Italy’s environmental profile in 2025 presents a paradox: while the country continues to outperform most of Europe in circular economy performance and renewable energy adoption, it remains vulnerable to escalating biodiversity loss, land degradation, and climate-related damages.
The findings emerge from a comparative analysis of three key documents—the European Environment Agency’s Europe’s Environment 2025 Report, the State of the Environment in Italy 2025 by Ispra, and the SNPA Environment Report—all of which build on a shared system of official environmental indicators.
According to Ispra, Italy recorded a 20.8% circular material use rate in 2023, nearly double the EU average of 11.8%, placing it second in the European Union for circularity. This performance underscores Italy’s structural strength in recycling, material recovery, and industrial symbiosis—factors that have allowed it to decouple a portion of economic activity from raw material extraction. Greenhouse gas emissions have fallen 26.4% between 1990 and 2023, while renewable energy use continues to expand beyond initial EU 2020 benchmarks, with a national target of 38.7% by 2030.
These advances position Italy as one of the few European economies achieving tangible progress on multiple energy transition fronts, supported by growth in organic agriculture and increased renewable electricity generation. The reports note that this performance is consistent with broader EU trends—Europe has halved its fossil fuel use since 2005 and doubled its renewable share—but Italy’s pace in circularity remains a continental benchmark.
Yet these gains stand in sharp contrast to the worsening indicators for biodiversity and ecosystem health. Only 8% of natural habitats in Italy are classified as being in a favorable conservation state. Meanwhile, 28% of vertebrate species and 24% of vascular plants assessed are now considered at risk of extinction. These figures position Italy, despite its rich ecological diversity, among the European regions facing the steepest biodiversity decline.

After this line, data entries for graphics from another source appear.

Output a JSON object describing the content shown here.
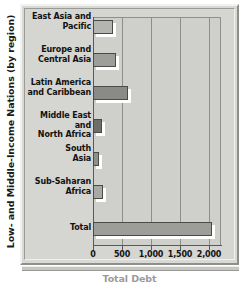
{
  "chart_data": {
    "type": "bar",
    "orientation": "horizontal",
    "title": "",
    "xlabel": "Total Debt",
    "ylabel": "Low- and Middle-Income Nations (by region)",
    "categories": [
      "East Asia and Pacific",
      "Europe and Central Asia",
      "Latin America and Caribbean",
      "Middle East and North Africa",
      "South Asia",
      "Sub-Saharan Africa",
      "Total"
    ],
    "values": [
      350,
      400,
      600,
      150,
      110,
      170,
      2050
    ],
    "xlim": [
      0,
      2200
    ],
    "xticks": [
      0,
      500,
      1000,
      1500,
      2000
    ],
    "xtick_labels": [
      "0",
      "500",
      "1,000",
      "1,500",
      "2,000"
    ],
    "grid": "vertical",
    "legend": "none",
    "bar_colors": [
      "#b4b4b0",
      "#9d9d99",
      "#8a8a86",
      "#6e6e6a",
      "#8f8f8b",
      "#a8a8a4",
      "#9d9d99"
    ]
  },
  "axis": {
    "y_title": "Low- and Middle-Income Nations (by region)",
    "x_title": "Total Debt"
  },
  "categories": [
    {
      "line1": "East Asia and",
      "line2": "Pacific"
    },
    {
      "line1": "Europe and",
      "line2": "Central Asia"
    },
    {
      "line1": "Latin America",
      "line2": "and Caribbean"
    },
    {
      "line1": "Middle East and",
      "line2": "North Africa"
    },
    {
      "line1": "South",
      "line2": "Asia"
    },
    {
      "line1": "Sub-Saharan",
      "line2": "Africa"
    },
    {
      "line1": "Total",
      "line2": ""
    }
  ],
  "xticks": [
    {
      "label": "0"
    },
    {
      "label": "500"
    },
    {
      "label": "1,000"
    },
    {
      "label": "1,500"
    },
    {
      "label": "2,000"
    }
  ]
}
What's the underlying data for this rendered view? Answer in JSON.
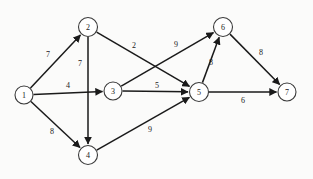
{
  "chart_data": {
    "type": "diagram",
    "title": "",
    "subtitle": "",
    "xlabel": "",
    "ylabel": "",
    "graph_kind": "directed weighted graph",
    "node_count": 7,
    "edge_count": 11,
    "nodes": [
      {
        "id": "1",
        "label": "1",
        "x": 24,
        "y": 95,
        "r": 9
      },
      {
        "id": "2",
        "label": "2",
        "x": 88,
        "y": 27,
        "r": 9.5
      },
      {
        "id": "3",
        "label": "3",
        "x": 113,
        "y": 91,
        "r": 9
      },
      {
        "id": "4",
        "label": "4",
        "x": 88,
        "y": 155,
        "r": 9.5
      },
      {
        "id": "5",
        "label": "5",
        "x": 199,
        "y": 92,
        "r": 9.5
      },
      {
        "id": "6",
        "label": "6",
        "x": 223,
        "y": 27,
        "r": 9.5
      },
      {
        "id": "7",
        "label": "7",
        "x": 287,
        "y": 92,
        "r": 9
      }
    ],
    "edges": [
      {
        "from": "1",
        "to": "2",
        "weight": 7,
        "label": "7",
        "lx": 48,
        "ly": 54
      },
      {
        "from": "1",
        "to": "3",
        "weight": 4,
        "label": "4",
        "lx": 68,
        "ly": 85
      },
      {
        "from": "1",
        "to": "4",
        "weight": 8,
        "label": "8",
        "lx": 52,
        "ly": 131
      },
      {
        "from": "2",
        "to": "4",
        "weight": 7,
        "label": "7",
        "lx": 80,
        "ly": 63
      },
      {
        "from": "2",
        "to": "5",
        "weight": 2,
        "label": "2",
        "lx": 134,
        "ly": 45
      },
      {
        "from": "3",
        "to": "5",
        "weight": 5,
        "label": "5",
        "lx": 157,
        "ly": 85
      },
      {
        "from": "3",
        "to": "6",
        "weight": 9,
        "label": "9",
        "lx": 176,
        "ly": 44
      },
      {
        "from": "4",
        "to": "5",
        "weight": 9,
        "label": "9",
        "lx": 150,
        "ly": 129
      },
      {
        "from": "5",
        "to": "6",
        "weight": 8,
        "label": "8",
        "lx": 211,
        "ly": 62
      },
      {
        "from": "5",
        "to": "7",
        "weight": 6,
        "label": "6",
        "lx": 243,
        "ly": 100
      },
      {
        "from": "6",
        "to": "7",
        "weight": 8,
        "label": "8",
        "lx": 261,
        "ly": 52
      }
    ],
    "node_labels": [
      "1",
      "2",
      "3",
      "4",
      "5",
      "6",
      "7"
    ],
    "edge_weights": [
      7,
      4,
      8,
      7,
      2,
      5,
      9,
      9,
      8,
      6,
      8
    ],
    "colors": {
      "stroke": "#1a1a1a",
      "node_fill": "#ffffff",
      "node_stroke": "#3a3a3a",
      "background": "#fbfbfa"
    }
  }
}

Land use trends continue to compound the problem. In 2024 alone, the country lost 7,850 hectares of land—equivalent to 21.5 hectares per day—primarily to urban expansion and infrastructure development. The loss of soil and natural cover not only undermines ecosystem resilience but also exacerbates vulnerability to floods, droughts, and extreme weather events.
Climate indicators point to intensifying pressure. The year 2024 ranked as the hottest in Italy’s meteorological record since 1961, continuing a long-term warming trend that has accelerated over the past two decades. Alpine glaciers—key freshwater reservoirs and climate regulators—are losing mass at a “sustained and irreversible rate,” while sea levels along Italy’s coasts are rising by a few millimeters annually, enough to threaten low-lying coastal ecosystems and infrastructure.
The reports also note that the economic cost of climate extremes has risen sharply. Per capita losses from extreme events have increased fivefold in seven years, and since 2017, Italy’s average annual damages have exceeded the European mean. The compounding effect of heatwaves, floods, and coastal erosion reflects both climatic changes and systemic weaknesses in land management and adaptation infrastructure.